For the fourth year, AMC is holding a free snowshoe program at Crawford Notch for area schoolchildren. Children in four local schools come to the Highland Center once a week for up to six weeks during the winter months, strap on snowshoes, and take to the trails.

Donna McCusker teaches fifth grade at participating Whitefield School. She had partnered with AMC when she started an outdoor club at the school, and so signed up to be one of the first schools in the snowshoe program when it started in 2008. She appreciates that the program is free for students, because it offers an alternative to afternoon ski programs, which charge fees. “The kids get really excited about it,” she says. Many of the students have never been out on snowshoes before, she notes, or even walked on a trail. “It’s amazing,” McCusker says, “because they live right here.”

The program also includes short outdoor seminars on such topics as the geology of the White Mountains and tracking animals in the snow. (That last, fondly called “scat and tracks” at Whitefield, is a perennial favorite among McCusker’s students.)
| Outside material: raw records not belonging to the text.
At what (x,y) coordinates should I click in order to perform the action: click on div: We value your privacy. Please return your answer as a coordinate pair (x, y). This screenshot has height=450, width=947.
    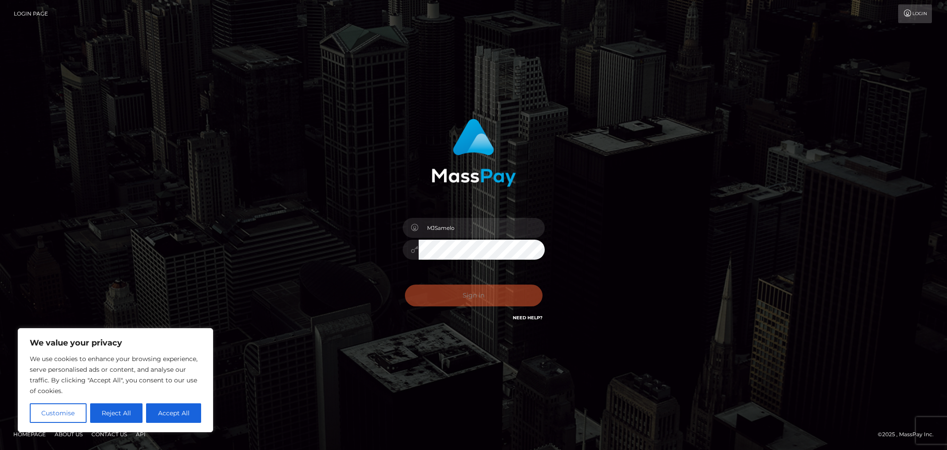
    Looking at the image, I should click on (115, 380).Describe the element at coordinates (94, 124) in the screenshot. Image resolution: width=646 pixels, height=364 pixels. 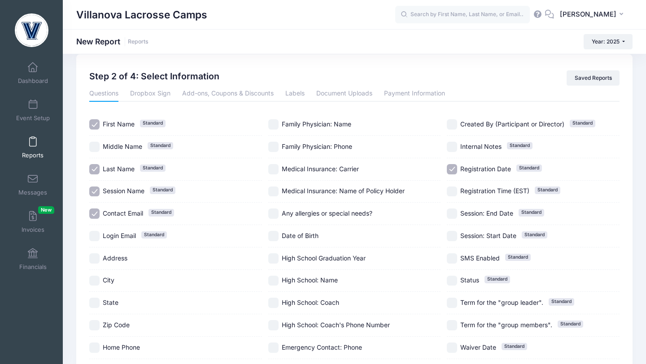
I see `input: First NameStandard` at that location.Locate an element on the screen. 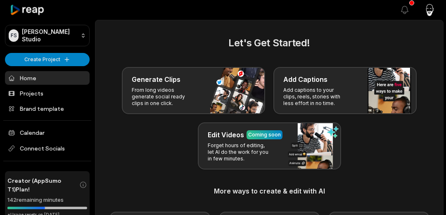 The image size is (446, 215). p: Forget hours of editing, let AI do the work for you in few minutes. is located at coordinates (239, 152).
The students spend their first day on snowshoes walking around Ammonoosuc Lake. The terrain is mostly flat, but the snowshoers also get a little practice crossing streams, says Sara DeLucia, adventure programs manager at the Highland Center. Whitefield teacher McCusker sees the wisdom in that choice: “The kids aren’t overworked,” she says. “They’re excited and ready to come back the next week.”

Their next challenge is likely to be Gibbs Falls, a steeper trail to a waterfall that typically takes about 90 minutes round trip. Longer half-day hikes to Ripley Fall and Arethusa Falls lead to a culminating 3.2-mile trek to the summit of Mt. Willard. Last year, the Whitefield School group attempted the summit of Mt. Avalon. They didn’t make it to the top, but worked hard going uphill and especially enjoyed sliding back downhill.
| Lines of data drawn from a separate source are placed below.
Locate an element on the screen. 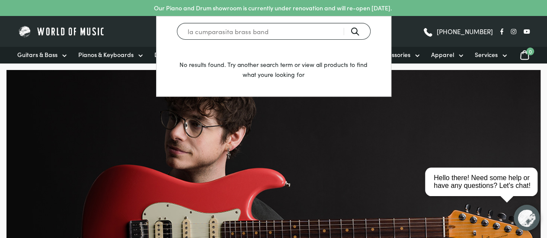 Image resolution: width=547 pixels, height=238 pixels. span: Apparel is located at coordinates (442, 54).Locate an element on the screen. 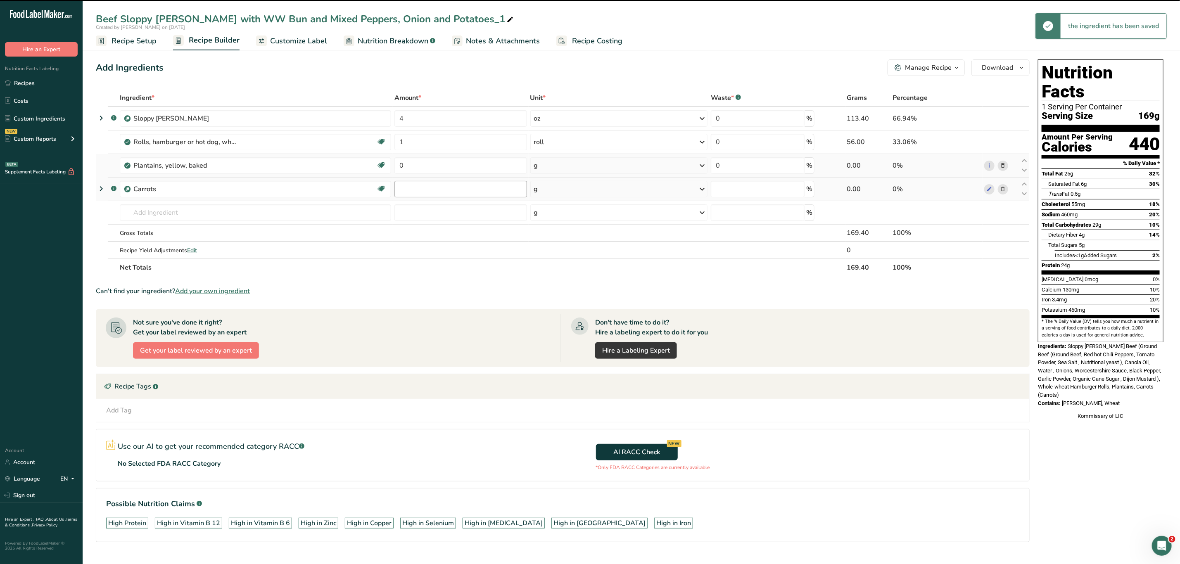  div: Add Ingredients is located at coordinates (130, 68).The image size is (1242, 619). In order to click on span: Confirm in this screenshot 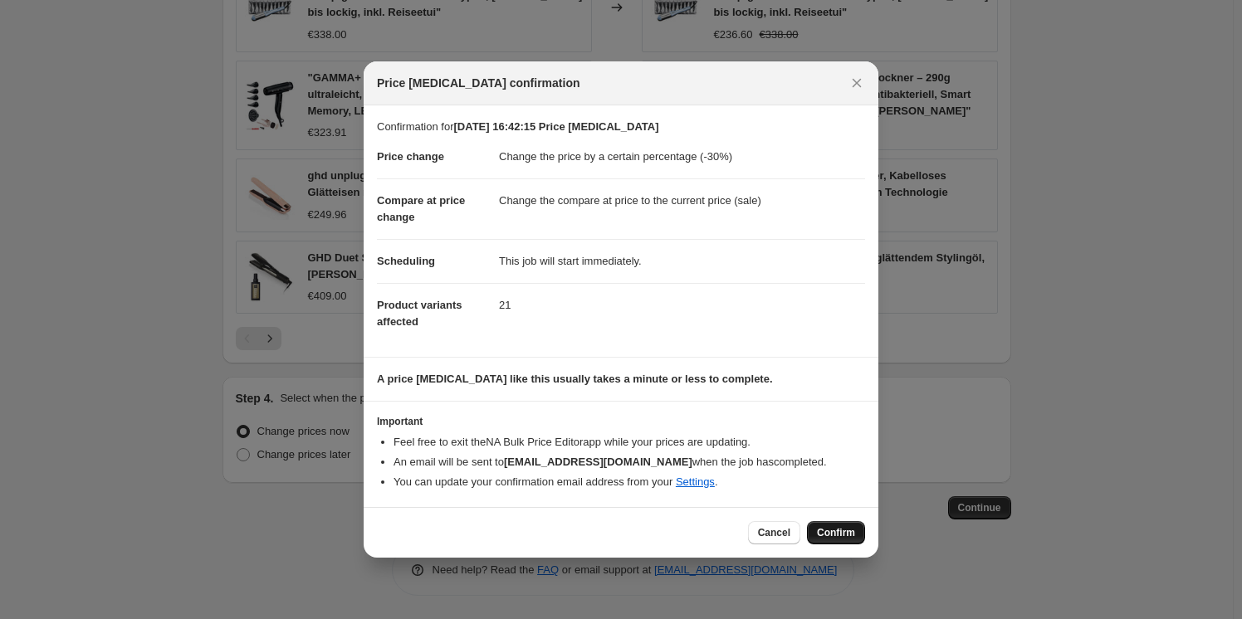, I will do `click(836, 533)`.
The snowshoe program has grown each year at Whitefield. This year, McCusker expects 20 to 30 fifth- and sixth-graders to enroll. They’ll strap on their snowshoes later this month.
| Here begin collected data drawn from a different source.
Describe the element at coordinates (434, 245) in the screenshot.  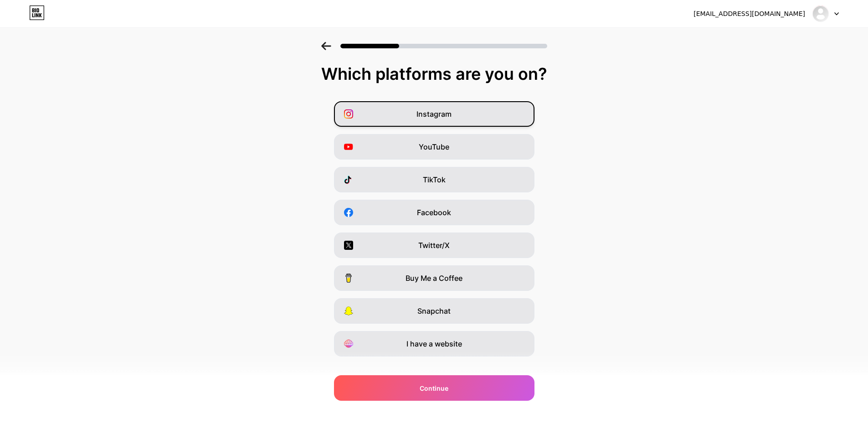
I see `span: Twitter/X` at that location.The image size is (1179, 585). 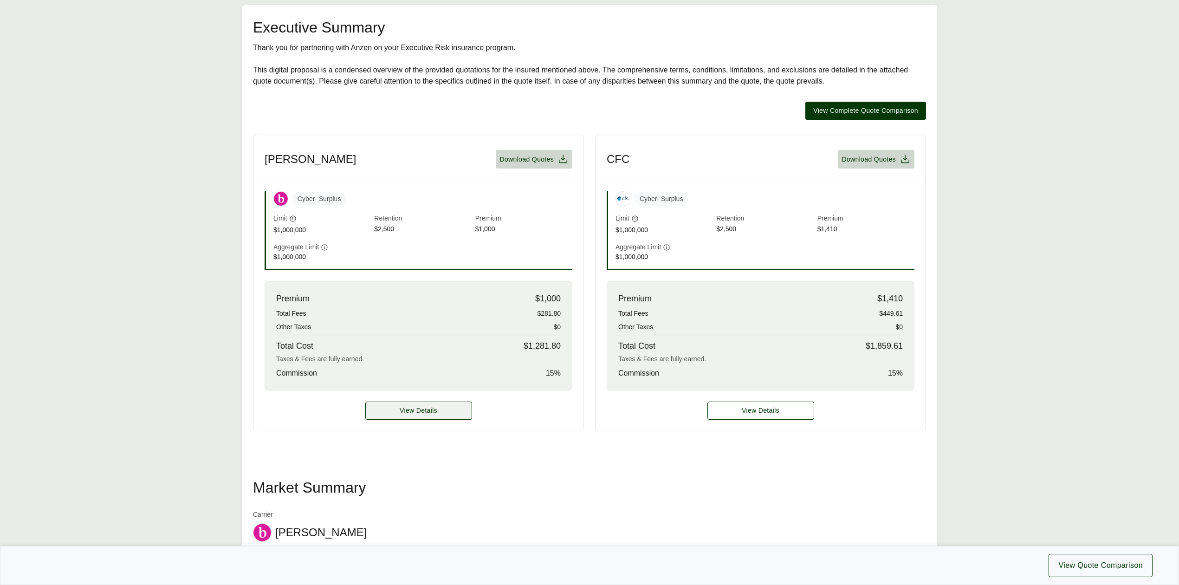 What do you see at coordinates (618, 159) in the screenshot?
I see `h3: CFC` at bounding box center [618, 159].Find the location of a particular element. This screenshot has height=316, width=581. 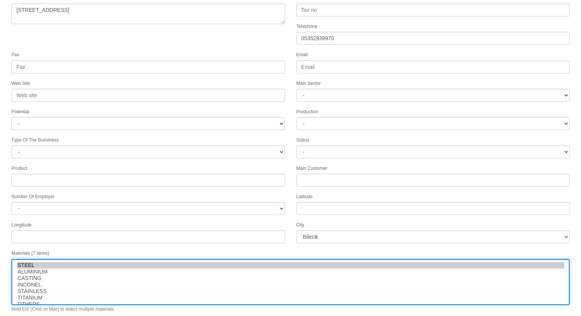

label: Telephone is located at coordinates (307, 26).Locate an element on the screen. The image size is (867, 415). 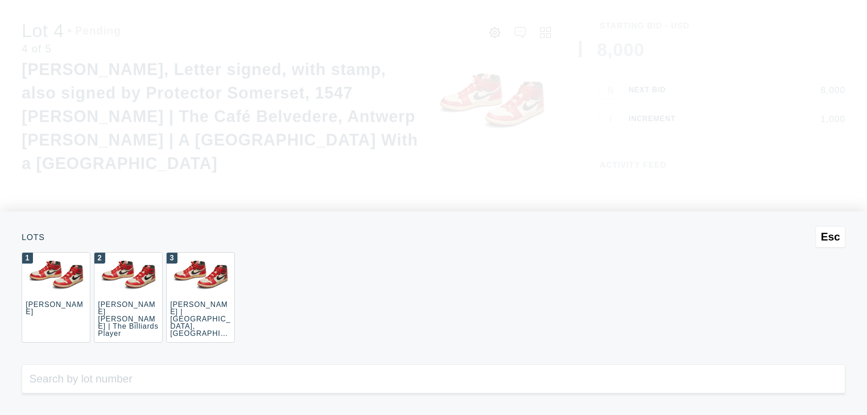
button: Esc is located at coordinates (831, 237).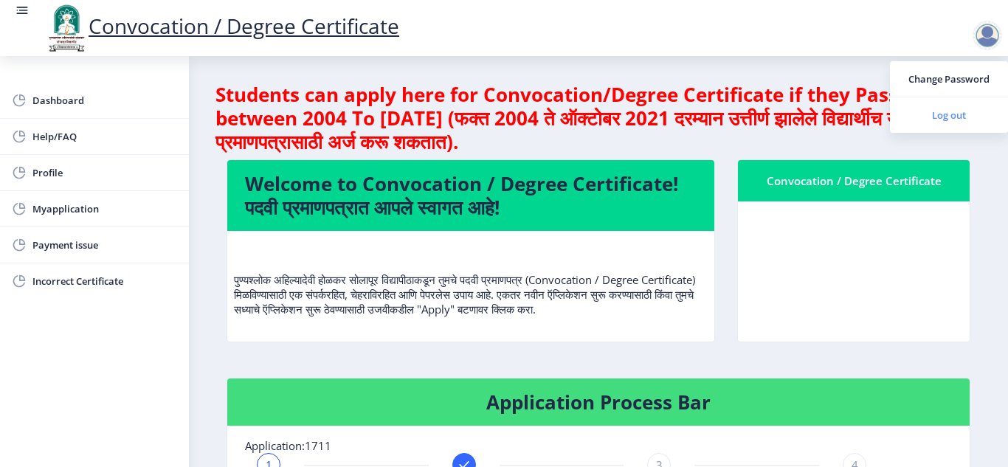  Describe the element at coordinates (105, 173) in the screenshot. I see `span: Profile` at that location.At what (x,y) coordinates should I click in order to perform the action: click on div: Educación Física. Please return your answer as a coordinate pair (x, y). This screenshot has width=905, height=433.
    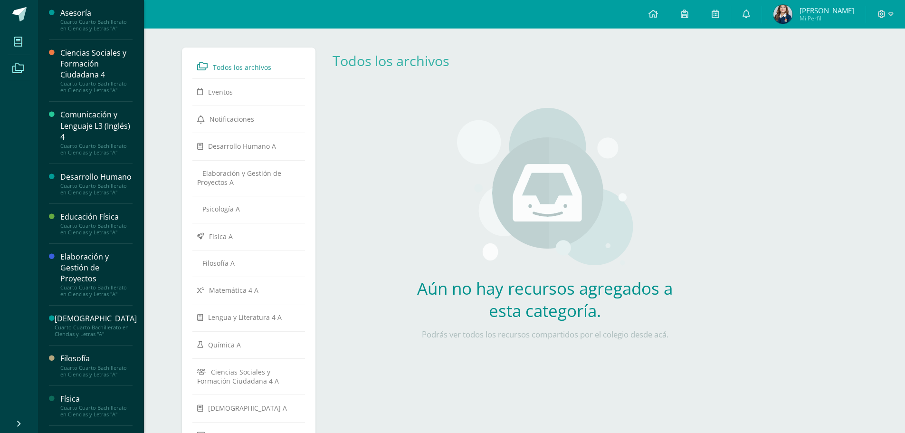
    Looking at the image, I should click on (96, 217).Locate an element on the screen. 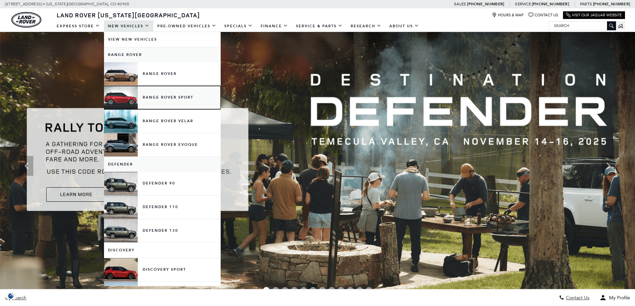 Image resolution: width=635 pixels, height=306 pixels. a: New Vehicles is located at coordinates (129, 26).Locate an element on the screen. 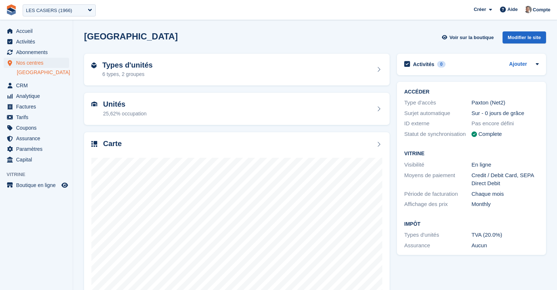 The image size is (557, 290). div: Aucun is located at coordinates (505, 246).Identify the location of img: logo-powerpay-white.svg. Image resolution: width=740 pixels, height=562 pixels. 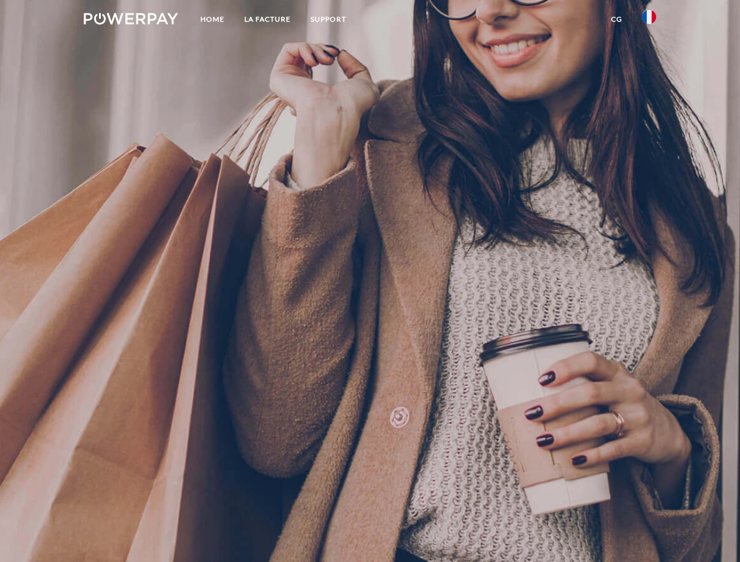
(131, 19).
McCusker sees the value of programs like AMC’s “snowshoe school” for students and teachers alike. “Such fun and adventurous programs,” she says, “can begin a lifelong love for outdoor fun, whole body wellness, and care of the environment right here” in her students’ backyard. As for its impact on teachers, she tells this story: “I came up behind one of our students who was snowshoeing for the first time. She was looking up into the winter sky, singing like an angel and looking just as beautiful. Sometimes it takes getting outside the four walls of a classroom to see our students in such a wonderful light.”

Learn more
Whitefield School
… Programs for students at AMC’s Highland Center

Photos courtesy Donna McCusker; "singing angel" Ivory Blanchette.